Numerous readers, however, wrote in to claim that Adams had been "right the first time" and that the correct chances were one in two. The Parade column and its response received considerable attention in the press, including a front-page story in The New York Times in which Monty Hall himself was interviewed. In the article, Hall pointed out that because he had control over the way the game progressed, playing on the psychology of the contestant, the theoretical solution did not apply to the show's actual gameplay.
He said he was not surprised at the experts' insistence that the probability was 1 out of 2. By opening that door we were applying pressure. We called it the Henry James treatment. It was ' The Turn of the Screw '. Caveat emptor. It all depends on his mood. Contents move to sidebar hide. Article Talk. Read Edit View history. Tools Tools. Download as PDF Printable version.

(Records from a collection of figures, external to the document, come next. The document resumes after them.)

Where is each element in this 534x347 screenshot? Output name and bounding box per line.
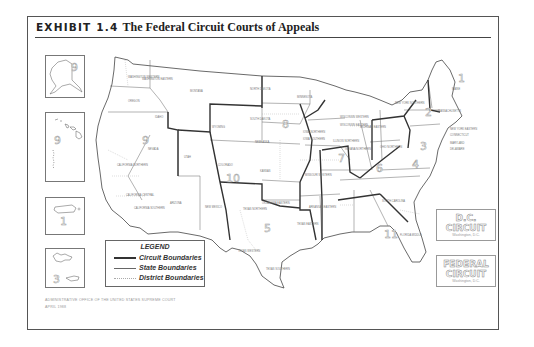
puerto-rico-shape: 1 [54, 205, 80, 228]
state-label: KANSAS [260, 169, 271, 173]
dc-circuit-line2: CIRCUIT [437, 223, 495, 233]
state-label: MISSOURI WESTERN [305, 173, 332, 177]
state-label: IOWA SOUTHERN [303, 137, 325, 141]
state-label: CALIFORNIA SOUTHERN [134, 206, 165, 210]
state-label: UTAH [184, 155, 191, 159]
state-label: MARYLAND [450, 141, 464, 145]
state-label: NEVADA [148, 147, 159, 151]
state-label: OKLAHOMA EASTERN [262, 201, 290, 205]
state-label: ARIZONA [170, 201, 182, 205]
circuit-number-1-puerto-rico: 1 [60, 215, 67, 228]
legend-item-circuit: Circuit Boundaries [114, 254, 202, 261]
circuit-number-9-alaska: 9 [71, 61, 78, 74]
circuit-number: 5 [264, 222, 271, 235]
state-label: CALIFORNIA CENTRAL [126, 193, 155, 197]
footer-source: ADMINISTRATIVE OFFICE OF THE UNITED STAT… [45, 298, 176, 302]
state-label: DELAWARE [450, 147, 465, 151]
legend-title: LEGEND [106, 243, 204, 250]
state-label: OHIO NORTHERN [380, 145, 402, 149]
thin-line-swatch [114, 268, 136, 269]
map-legend: LEGEND Circuit Boundaries State Boundari… [105, 240, 205, 287]
dotted-line-swatch [114, 278, 136, 279]
federal-circuit-box: FEDERAL CIRCUIT Washington, D.C. [436, 255, 496, 287]
state-label: MICHIGAN EASTERN [360, 125, 386, 129]
state-label: WISCONSIN WESTERN [340, 115, 369, 119]
state-label: WYOMING [212, 125, 225, 129]
circuit-number: 10 [226, 172, 240, 185]
state-label: IDAHO [155, 115, 163, 119]
state-label: WASHINGTON EASTERN [142, 77, 173, 81]
state-label: FLORIDA MIDDLE [400, 233, 422, 237]
federal-circuit-location: Washington, D.C. [437, 279, 495, 283]
legend-item-state: State Boundaries [114, 264, 197, 271]
circuit-number: 9 [142, 134, 149, 147]
us-circuit-map: 9 9 1 3 [0, 0, 534, 347]
state-label: COLORADO [218, 163, 233, 167]
dc-circuit-line1: D.C. [437, 213, 495, 223]
circuit-number: 3 [420, 140, 427, 153]
footer-date: APRIL 1988 [45, 305, 66, 309]
circuit-boundaries [168, 76, 440, 240]
state-label: MAINE [452, 87, 460, 91]
state-label: NEBRASKA [255, 140, 269, 144]
state-label: NEW YORK NORTHERN [395, 101, 425, 105]
circuit-number: 7 [338, 152, 345, 165]
dc-circuit-box: D.C. CIRCUIT Washington, D.C. [436, 209, 496, 241]
state-label: NEW MEXICO [205, 205, 222, 209]
state-label: MASSACHUSETTS [438, 109, 461, 113]
circuit-number: 1 [458, 72, 465, 85]
state-label: SOUTH CAROLINA [382, 199, 405, 203]
circuit-number: 11 [384, 228, 398, 241]
state-label: SOUTH DAKOTA [250, 117, 271, 121]
federal-circuit-line1: FEDERAL [437, 259, 495, 269]
state-label: TEXAS EASTERN [297, 222, 319, 226]
alaska-shape: 9 [50, 60, 82, 94]
state-label: MINNESOTA [297, 95, 312, 99]
state-label: MONTANA [190, 89, 203, 93]
circuit-number: 6 [376, 162, 383, 175]
state-label: IOWA NORTHERN [303, 130, 325, 134]
thick-line-swatch [114, 257, 136, 259]
legend-item-district: District Boundaries [114, 274, 204, 281]
federal-circuit-line2: CIRCUIT [437, 269, 495, 279]
state-label: CONNECTICUT [450, 133, 469, 137]
circuit-number: 4 [412, 158, 419, 171]
hawaii-shape: 9 [53, 119, 82, 169]
state-label: ARKANSAS EASTERN [309, 205, 336, 209]
virgin-islands-shape: 3 [53, 253, 79, 286]
state-label: NEW YORK EASTERN [450, 127, 477, 131]
circuit-number-3-vi: 3 [53, 273, 60, 286]
circuit-number: 2 [425, 106, 432, 119]
state-label: TEXAS NORTHERN [243, 207, 267, 211]
dc-circuit-location: Washington, D.C. [437, 233, 495, 237]
circuit-number-9-hawaii: 9 [54, 134, 61, 147]
state-label: CALIFORNIA NORTHERN [117, 163, 148, 167]
state-label: TEXAS WESTERN [238, 249, 260, 253]
state-label: ILLINOIS NORTHERN [333, 139, 359, 143]
state-label: INDIANA NORTHERN [345, 147, 371, 151]
circuit-number: 8 [282, 118, 289, 131]
state-label: TEXAS SOUTHERN [266, 267, 290, 271]
state-label: NORTH DAKOTA [250, 87, 271, 91]
state-label: OREGON [128, 99, 140, 103]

In other projects. Wikimedia Commons Wikidata item. Probability puzzle. Paradox [ edit ]. Standard assumptions [ edit ]. Simple solutions [ edit ]. Savant and the media furor [ edit ]. Scott Smith, University of Florida [ 3 ]. Confusion and criticism [ edit ]. Sources of confusion [ edit ]. Criticism of the simple solutions [ edit ].
Solutions using conditional probability and other solutions [ edit ]. Refining the simple solution [ edit ]. Conditional probability by direct calculation [ edit ]. Bayes' theorem [ edit ]. The question: Should the contestant stick with their original choice or switch to the other door to maximize their chance of winning the car? These probabilities play a central role in solving the problem.
When Monty reveals a goat, he provides information that influences your chances. This confirms that switching is the better choice. This thinking is not correct. Here are some key points to understand:. The Monty Hall problem has significant implications in decision theory, particularly in how humans assess risk and make choices:.
To illustrate the Monty Hall problem further, consider a practical scenario involving multiple rounds of the game:. This empirical evidence reinforces the mathematical reasoning behind the Monty Hall problem and highlights the reliability of the probabilities over many trials. The Monty Hall Problem is an interesting study in probability. It shows how our instincts can be wrong.
By analyzing the problem, we can see better ways to decide. Understanding probability is important. It helps us see how information affects our choices. These lessons apply not just in games, but in daily life. Making informed choices can lead to better results. This is true even in uncertain situations.